Why Securing a Medical Expert Has Become a Timing Problem
For decades, the standard approach to expert witnesses was straightforward: build the case, identify the need, then go find a qualified physician to support it. That sequence worked when experts were plentiful and willing. It's becoming less reliable. The reason is a shift in how physicians approach expert work. An estimated 52% of qualified medical experts now accept fewer than 10 cases a year. The most credentialed and courtroom-tested physicians have grown selective — and understanding why helps attorneys plan around it.
Several forces are at work. Established experts no longer need the volume; a strong reputation lets them choose only the cases that fit their expertise. Daubert scrutiny has raised the stakes of testifying outside one's core competency, so careful physicians stay within the conditions and procedures they know cold. Many simply guard their time, treating expert work as a deliberate part of their practice rather than a side hustle. The result is a smaller pool of available, on-point experts at any given moment.
For litigators, this changes the timeline. The window to engage the ideal expert often closes earlier than the case strategy demands. By the time a deposition or disclosure deadline forces the search, the physician best suited to the matter may already be committed elsewhere — sometimes to opposing counsel. Cases rarely fail because of this alone, but momentum and credibility can erode when the testimony comes from a second or third choice rather than the right voice.
A few practical takeaways:
- Identify expertise needs early. Map the specialties a case will require before discovery pressure builds.
- Think in relationships, not transactions. Experts who already know and trust a referring source respond faster and engage more readily.
- Vet for fit, not just credentials. Board certification is the floor; relevant sub-specialty experience and a clean testimonial record matter more.
- Confirm availability in writing early. A verbal "yes" months out is not a commitment.
This is the gap Specialty Experts works to close. Maintaining standing relationships with board-certified physicians across dozens of specialties so the right expert can be matched before a deadline forces the question. Expert availability is tightening. The attorneys who adapt are the ones who treat the search as a first step, not a last resort.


__EXERCISE INSTRUCTIONS__
Go through the data below and return each line where the string "circle" appears.

--- GIVEN RECORDS ---

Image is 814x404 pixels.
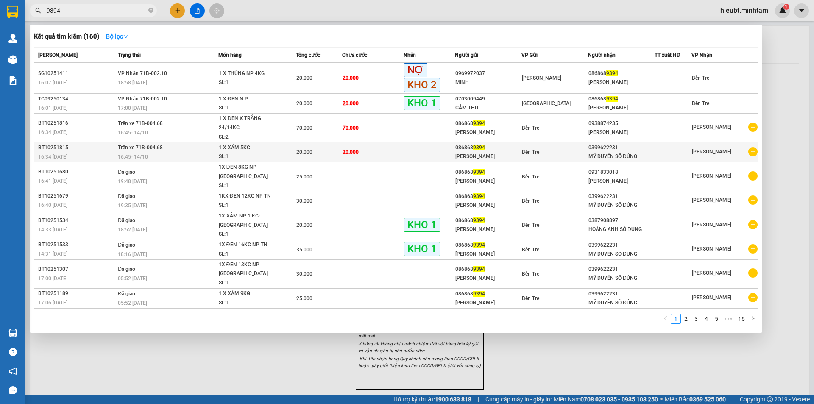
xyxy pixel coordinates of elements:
span: Bến Tre [522,125,539,131]
li: 1 [671,314,681,324]
img: warehouse-icon [8,55,17,64]
span: 20.000 [343,100,359,106]
span: 9394 [473,145,485,151]
li: 5 [712,314,722,324]
span: Nhãn [404,52,416,58]
div: MINH [455,78,521,87]
span: Đã giao [118,193,135,199]
div: SL: 1 [219,152,282,162]
button: left [661,314,671,324]
span: search [35,8,41,14]
span: Bến Tre [522,247,539,253]
div: 1 X ĐEN N P [219,95,282,104]
div: 1 X ĐEN X TRẮNG 24/14KG [219,114,282,132]
span: VP Gửi [522,52,538,58]
div: [PERSON_NAME] [455,177,521,186]
span: 20.000 [343,149,359,155]
span: 20.000 [296,149,313,155]
h3: Kết quả tìm kiếm ( 160 ) [34,32,99,41]
span: [PERSON_NAME] [692,270,731,276]
span: 9394 [606,70,618,76]
span: Bến Tre [522,174,539,180]
div: BT10251815 [38,143,115,152]
div: 086868 [455,143,521,152]
span: 16:01 [DATE] [38,105,67,111]
span: Bến Tre [522,222,539,228]
span: [PERSON_NAME] [692,197,731,203]
span: Bến Tre [522,149,539,155]
img: solution-icon [8,76,17,85]
button: Bộ lọcdown [99,30,136,43]
div: BT10251679 [38,192,115,201]
span: [PERSON_NAME] [692,222,731,228]
button: right [748,314,758,324]
span: 9394 [473,266,485,272]
span: Đã giao [118,266,135,272]
span: [GEOGRAPHIC_DATA] [522,100,571,106]
span: close-circle [148,8,153,13]
div: BT10251189 [38,289,115,298]
span: Đã giao [118,218,135,223]
span: 17:00 [DATE] [118,105,147,111]
span: 20.000 [343,75,359,81]
div: 0931833018 [589,168,654,177]
span: NỢ [404,63,427,77]
div: 1KX ĐEN 12KG NP TN [219,192,282,201]
li: 3 [691,314,701,324]
div: 0703009449 [455,95,521,103]
div: SL: 1 [219,230,282,239]
span: plus-circle [748,147,758,156]
div: 1X ĐEN 16KG NP TN [219,240,282,250]
div: SL: 1 [219,250,282,259]
div: MỸ DUYÊN SỐ ĐÚNG [589,250,654,259]
a: 4 [702,314,711,324]
div: 086868 [455,119,521,128]
span: plus-circle [748,220,758,229]
div: 086868 [455,290,521,299]
div: SL: 1 [219,181,282,190]
div: SL: 1 [219,201,282,210]
span: message [9,386,17,394]
div: BT10251680 [38,167,115,176]
span: Bến Tre [692,75,709,81]
span: 25.000 [296,174,313,180]
span: [PERSON_NAME] [38,52,78,58]
span: 70.000 [343,125,359,131]
span: KHO 2 [404,78,440,92]
span: Người nhận [588,52,616,58]
div: MỸ DUYÊN SỐ ĐÚNG [589,152,654,161]
span: 9394 [473,291,485,297]
div: MỸ DUYÊN SỐ ĐÚNG [589,274,654,283]
span: 30.000 [296,198,313,204]
div: BT10251307 [38,265,115,274]
div: [PERSON_NAME] [589,103,654,112]
div: 1 X XÁM 5KG [219,143,282,153]
span: 35.000 [296,247,313,253]
div: SL: 1 [219,103,282,113]
span: VP Nhận 71B-002.10 [118,96,167,102]
div: SL: 1 [219,78,282,87]
span: 70.000 [296,125,313,131]
span: question-circle [9,348,17,356]
span: 19:35 [DATE] [118,203,147,209]
div: 1X ĐEN 13KG NP [GEOGRAPHIC_DATA] [219,260,282,279]
li: Next Page [748,314,758,324]
div: [PERSON_NAME] [455,250,521,259]
span: plus-circle [748,171,758,181]
span: plus-circle [748,244,758,254]
span: Trạng thái [118,52,141,58]
div: [PERSON_NAME] [455,274,521,283]
span: plus-circle [748,293,758,302]
div: SL: 1 [219,299,282,308]
span: [PERSON_NAME] [692,246,731,252]
div: SG10251411 [38,69,115,78]
div: 0387908897 [589,216,654,225]
div: [PERSON_NAME] [589,128,654,137]
span: 16:45 - 14/10 [118,130,148,136]
div: 1X XÁM NP 1 KG-[GEOGRAPHIC_DATA] [219,212,282,230]
li: Previous Page [661,314,671,324]
div: 1X ĐEN 8KG NP [GEOGRAPHIC_DATA] [219,163,282,181]
div: 1 X THÙNG NP 4KG [219,69,282,78]
span: 17:06 [DATE] [38,300,67,306]
div: MỸ DUYÊN SỐ ĐÚNG [589,299,654,307]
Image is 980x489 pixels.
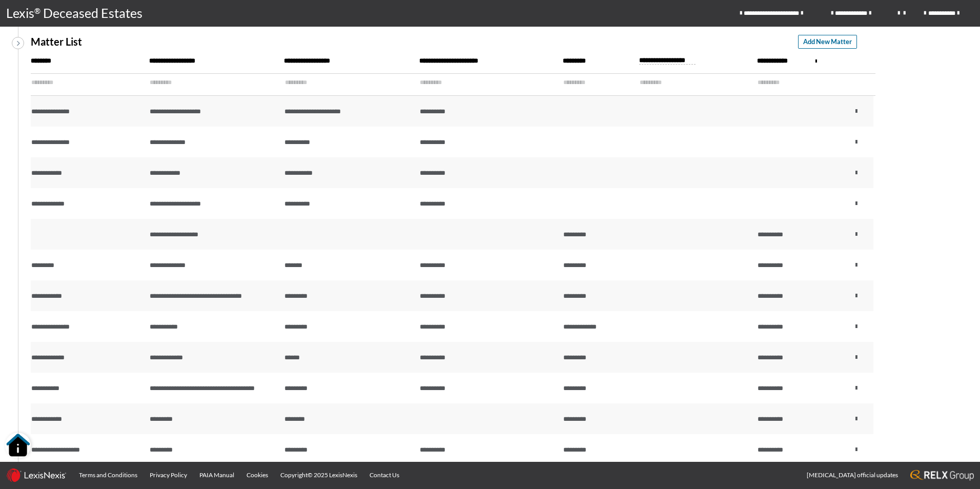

---

__THE COMPLETED TASK__
span: close-circle [148,8,153,13]
span: plus-circle [748,147,758,156]
span: plus-circle [748,220,758,229]
span: question-circle [9,348,17,356]
span: plus-circle [748,171,758,181]
span: plus-circle [748,244,758,254]
span: plus-circle [748,293,758,302]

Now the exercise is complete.